المصدر:  Linguistics A complete introduction

الجزء والصفحة:  275-13

2024-01-04

314

Chain shifts

Chain shifts, which affect vowels, are a different kind of systemic change, which restore balance rather than promote economy. The best known example is the Great Vowel Shift (GVS) of English, which affected all the long vowels between the fifteenth and seventeenth centuries:

 

The chain shift appears to have been triggered by a change in realization of the /i:/ vowel in words like bite and side, which would once have been pronounced  , but diphthongized to  , and later [aI]; similar developments affected the back vowel /u:/ in, for example, house , and mouse , which diphthongized to (and later ) This left a space in the area formerly occupied by /u:/ and /i:/, into which the vowels immediately below them, i.e. half-close /e:/ and /o:/ of beet and boot respectively, could move.
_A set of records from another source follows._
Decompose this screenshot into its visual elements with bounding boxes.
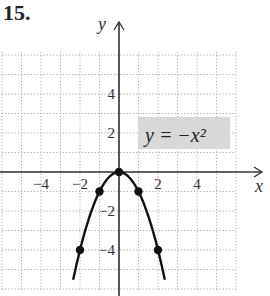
svg-text:−2: −2 [99, 203, 115, 219]
svg-text:2: 2 [108, 125, 116, 141]
data-point [76, 246, 84, 254]
svg-text:2: 2 [154, 176, 162, 192]
svg-text:−2: −2 [72, 176, 88, 192]
data-point [154, 246, 162, 254]
svg-text:−4: −4 [33, 176, 49, 192]
data-point [95, 187, 103, 195]
parabola-chart: y = −x² −4−22442−2−4 x y [0, 0, 270, 296]
data-point [134, 187, 142, 195]
equation-label: y = −x² [143, 124, 207, 147]
svg-text:−4: −4 [99, 242, 115, 258]
axes [0, 22, 262, 296]
svg-text:4: 4 [193, 176, 201, 192]
svg-text:4: 4 [108, 86, 116, 102]
x-axis-label: x [254, 176, 263, 196]
y-axis-label: y [96, 14, 106, 34]
data-point [115, 168, 123, 176]
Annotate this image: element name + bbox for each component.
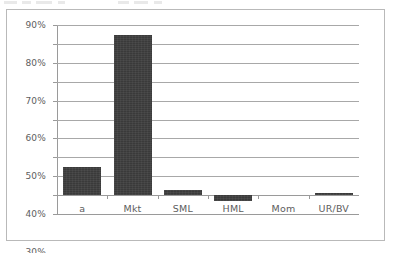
gridline [57,25,359,26]
y-axis-tick-label: 70% [25,96,46,106]
x-axis-label-mkt: Mkt [123,203,141,214]
y-axis-tick: 60% [53,82,57,83]
bar-mkt [114,35,152,195]
x-axis-label-sml: SML [173,203,193,214]
x-axis-label-ur-bv: UR/BV [319,203,349,214]
plot-area: 90%80%70%60%50%40%30%20%10%0%-10% aMktSM… [57,25,359,214]
scan-smudge [154,1,162,4]
scan-smudge [22,1,31,4]
y-axis-tick: 40% [53,120,57,121]
y-axis-tick: 20% [53,157,57,158]
bar-sml [164,190,202,195]
gridline [57,63,359,64]
gridline [57,138,359,139]
gridline [57,82,359,83]
y-axis-tick: 30% [53,138,57,139]
chart-figure-frame: 90%80%70%60%50%40%30%20%10%0%-10% aMktSM… [6,9,385,241]
y-axis-tick-label: 30% [25,247,46,253]
y-axis-tick-label: 90% [25,20,46,30]
y-axis-tick: 80% [53,44,57,45]
y-axis-tick: 90% [53,25,57,26]
y-axis-tick-label: 50% [25,171,46,181]
gridline [57,44,359,45]
x-axis-label-a: a [79,203,85,214]
y-axis-tick: -10% [53,214,57,215]
scan-smudge [134,1,148,4]
gridline [57,157,359,158]
x-axis-tick [107,195,108,199]
bar-a [63,167,101,195]
gridline [57,120,359,121]
bar-ur-bv [315,193,353,195]
x-axis-label-mom: Mom [272,203,296,214]
y-axis-tick: 10% [53,176,57,177]
y-axis-tick-label: 60% [25,133,46,143]
x-axis-label-hml: HML [223,203,244,214]
y-axis-tick-label: 40% [25,209,46,219]
gridline [57,214,359,215]
y-axis-tick: 0% [53,195,57,196]
bar-hml [214,195,252,201]
x-axis-tick [158,195,159,199]
y-axis-tick-label: 80% [25,58,46,68]
scan-artifact-strip [0,0,399,7]
x-axis-tick [258,195,259,199]
scan-smudge [118,1,129,4]
gridline [57,101,359,102]
scan-smudge [36,1,52,4]
gridline [57,176,359,177]
y-axis-tick: 70% [53,63,57,64]
y-axis-tick: 50% [53,101,57,102]
scan-smudge [4,1,17,4]
scan-smudge [58,1,65,4]
x-axis-tick [309,195,310,199]
x-axis-tick [208,195,209,199]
This is called a drag chain effect, in that a movement in one position frees up space into which other vowels may move, but the converse push chain effects appear also to have been involved in GVS. The open front vowel /a:/ of mate () shifted initially to [æ:] and then to [ε:], forcing the vowel in the existing /ε:/ set (e.g. beat) to move up into the /e:/ position.

 

Similar developments affected long back vowels. The overall effect of these changes from a systemic point of view has been to maximize available space for vowel oppositions in the vocal tract, without changing the overall number of oppositions available. A consequence is the rather chaotic mismatch between sound and grapheme which we witness in English spelling. The letter i now represents /ai/ rather than /i:/ (except in words like ski, borrowed in this case from Norwegian, where the shift did not take place); ee represents /i:/ rather than /e:/ in tree, free etc.; oo represents /u:/ rather than /o:/ in words such as loop, and cool and so on.